After successfully going through the application process, you started off your graduate program excited and with the confidence to learn whatever necessary to be successful. Perhaps now classes are not easy to navigate or your relationship with your PI is not what you expected. Although you have learned a little, you cannot quite reach your goals and are starting to feel unmotivated. As a postdoc you came into a new lab having successfully overcome all those obstacles in graduate school. Now you are confident you know how to move forward with your career. Much to your chagrin, learning a new technique has required far more time and effort than you expected and now you are panicking about meeting application deadlines. Perhaps the new lab has a different style of communicating from your previous one that leaves you feeling out of place.

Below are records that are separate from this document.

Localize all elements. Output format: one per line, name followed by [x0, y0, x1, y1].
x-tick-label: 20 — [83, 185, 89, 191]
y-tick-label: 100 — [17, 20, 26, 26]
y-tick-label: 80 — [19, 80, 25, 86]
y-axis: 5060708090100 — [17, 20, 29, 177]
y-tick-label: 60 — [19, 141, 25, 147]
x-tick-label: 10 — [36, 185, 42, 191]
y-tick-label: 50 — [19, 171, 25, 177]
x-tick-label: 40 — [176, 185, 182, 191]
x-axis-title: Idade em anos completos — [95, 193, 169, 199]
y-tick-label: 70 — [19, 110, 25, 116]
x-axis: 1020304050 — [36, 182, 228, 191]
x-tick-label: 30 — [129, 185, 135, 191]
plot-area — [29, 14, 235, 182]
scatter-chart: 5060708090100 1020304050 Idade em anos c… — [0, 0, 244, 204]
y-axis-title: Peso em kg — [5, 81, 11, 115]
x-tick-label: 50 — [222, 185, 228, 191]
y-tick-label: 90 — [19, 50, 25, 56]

Perhaps your enthusiasm is starting to look like the “trough of disillusionment” in the Gartner Hype Cycle. It is common for trainees to reach a point where they feel stuck and think they will never be able to catch up to their peers more than once. They take it as a sign they should give up. Instead, it may be a sign that they have not trained their “resiliency muscles” adequately.

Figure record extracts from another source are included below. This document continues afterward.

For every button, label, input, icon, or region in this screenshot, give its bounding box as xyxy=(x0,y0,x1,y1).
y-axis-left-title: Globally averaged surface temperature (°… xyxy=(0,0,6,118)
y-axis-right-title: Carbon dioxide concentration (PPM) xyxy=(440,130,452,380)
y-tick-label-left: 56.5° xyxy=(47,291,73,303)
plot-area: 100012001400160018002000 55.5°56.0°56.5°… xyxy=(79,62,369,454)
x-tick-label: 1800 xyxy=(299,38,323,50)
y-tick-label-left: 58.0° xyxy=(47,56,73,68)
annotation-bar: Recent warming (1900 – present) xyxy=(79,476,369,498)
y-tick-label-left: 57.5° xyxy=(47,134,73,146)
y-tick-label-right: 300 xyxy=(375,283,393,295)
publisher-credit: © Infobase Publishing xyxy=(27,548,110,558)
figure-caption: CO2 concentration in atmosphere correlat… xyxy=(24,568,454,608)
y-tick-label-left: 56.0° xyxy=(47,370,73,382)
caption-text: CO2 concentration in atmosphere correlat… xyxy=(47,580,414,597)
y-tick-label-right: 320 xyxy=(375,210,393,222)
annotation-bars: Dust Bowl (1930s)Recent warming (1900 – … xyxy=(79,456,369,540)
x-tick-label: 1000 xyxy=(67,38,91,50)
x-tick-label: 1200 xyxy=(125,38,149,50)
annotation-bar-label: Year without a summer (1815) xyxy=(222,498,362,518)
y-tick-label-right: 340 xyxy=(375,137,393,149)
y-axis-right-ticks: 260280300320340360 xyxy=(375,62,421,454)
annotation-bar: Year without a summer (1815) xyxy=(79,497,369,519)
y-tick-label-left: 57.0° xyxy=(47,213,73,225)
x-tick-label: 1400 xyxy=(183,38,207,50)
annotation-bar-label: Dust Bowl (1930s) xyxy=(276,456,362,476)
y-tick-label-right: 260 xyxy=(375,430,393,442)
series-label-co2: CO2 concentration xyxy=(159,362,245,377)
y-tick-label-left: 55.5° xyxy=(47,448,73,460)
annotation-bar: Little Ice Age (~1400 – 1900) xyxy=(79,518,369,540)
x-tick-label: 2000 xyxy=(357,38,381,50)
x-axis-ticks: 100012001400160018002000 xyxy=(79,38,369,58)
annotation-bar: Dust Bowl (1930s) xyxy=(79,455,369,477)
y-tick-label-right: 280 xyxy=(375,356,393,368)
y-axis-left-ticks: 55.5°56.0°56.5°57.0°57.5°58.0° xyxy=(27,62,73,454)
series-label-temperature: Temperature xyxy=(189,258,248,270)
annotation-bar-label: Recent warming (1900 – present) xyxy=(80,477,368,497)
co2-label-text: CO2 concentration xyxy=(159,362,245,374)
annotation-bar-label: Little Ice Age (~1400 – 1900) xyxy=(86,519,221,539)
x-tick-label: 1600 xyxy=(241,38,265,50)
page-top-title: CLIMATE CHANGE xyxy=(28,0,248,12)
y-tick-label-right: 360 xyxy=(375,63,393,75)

Does it ever seem to you like some people seem to keep moving along with hardly anything standing in their way? This is not true; they have developed a resilient mindset to meet the challenges before them. Resilience is the ability to adapt and grow when faced with adversity. Resilience does not mean telling yourself everything will be fine if you keep pushing yourself forward without direction. Having resilience helps us navigate the inevitable challenges that arise with the intention and awareness necessary to find a constructive path forward. Resilience also includes recognizing what challenges we do not need to push through. Luckily, this is not an innate behaviour; we all can learn and improve this skill through education, self-reflection, and practice.

Skills for resilience

There are foundational skills that allow us to adopt resilient attitudes and behaviors.

  1. Cultivating self-awareness
  2. Being willing to change the situation or oneself
  3. Being willing to persist or let go of a goal
  4. Setting realistic expectations and accepting what cannot be controlled
  5. Accessing positive emotions while acknowledging and feeling the negative ones
  6. Setting boundaries for both time and commitments

Tools for building resilience

Journaling is one tool that can be harnessed to develop the foundational skills. Journaling gives yourself the chance to reflect on your current thoughts and feelings without worrying about what others will think of you. Your journal is solely for you. Journaling may be thought of as something done by scientists of the past such as Charles Darwin, Marie Curie, Albert Einstein or Thomas Edison, but it can help today’s scientists in a world with a different set of expectations. Revisiting previous entries can allow you to identify unhealthy patterns and personal growth over time. It is easy to forget how far we have come when facing a new challenge!

Mindfulness has been a buzzword flying around everywhere lately and for good reason. It is the second tool that can be used to build resiliency. The first step to building resilience is accepting who we are, where we are, how we are feeling, and what we are thinking. By approaching thoughts and feelings in a non-judgmental way, we can begin to reflect and, ultimately, take action. There are resources online to help you get started and many institutions now offer mindfulness training specifically for trainees.

We can learn about resilience from others. Building a community of people around you that you can discuss strategies for taking care of yourself. Getting feedback on how to change habits that are not serving you is incredibly useful. There is only so much introspection that can be done before outside help is necessary. There is a give and take in these relationships. Feeling connected to others by helping them as a mentor or volunteering in your community is a part of building up resilience.

The last tool that would be remiss to leave out is therapy and support groups. Perhaps you feel a certain amount of stigma around the idea of professional help. The brain may be the subject of your research, but your brain is your most important resource in the research environment for attacking the problem at hand. A neutral third party can identify maladaptive coping mechanisms (hello imposter fears!) and replace them with ones that will allow you to bring your most creative self to the bench.

Journaling Exercises

Here are a few exercises to get you started:

  1. When you faced a problem with resilience, what attitudes and behaviors helped you be successful?
  2. At a time when you were not as resilient as you would have liked, what attitudes and behaviors were counter to your resilience?
  3. Who are the people in your community you can turn to when meeting challenging times? Give specific examples of how people in your lab, program, institution, family, and non-academic communities supported you (including online).
  4. What resources do you have at your disposal for development of your project, education, career, and personal development? Talk to your community members to expand the list.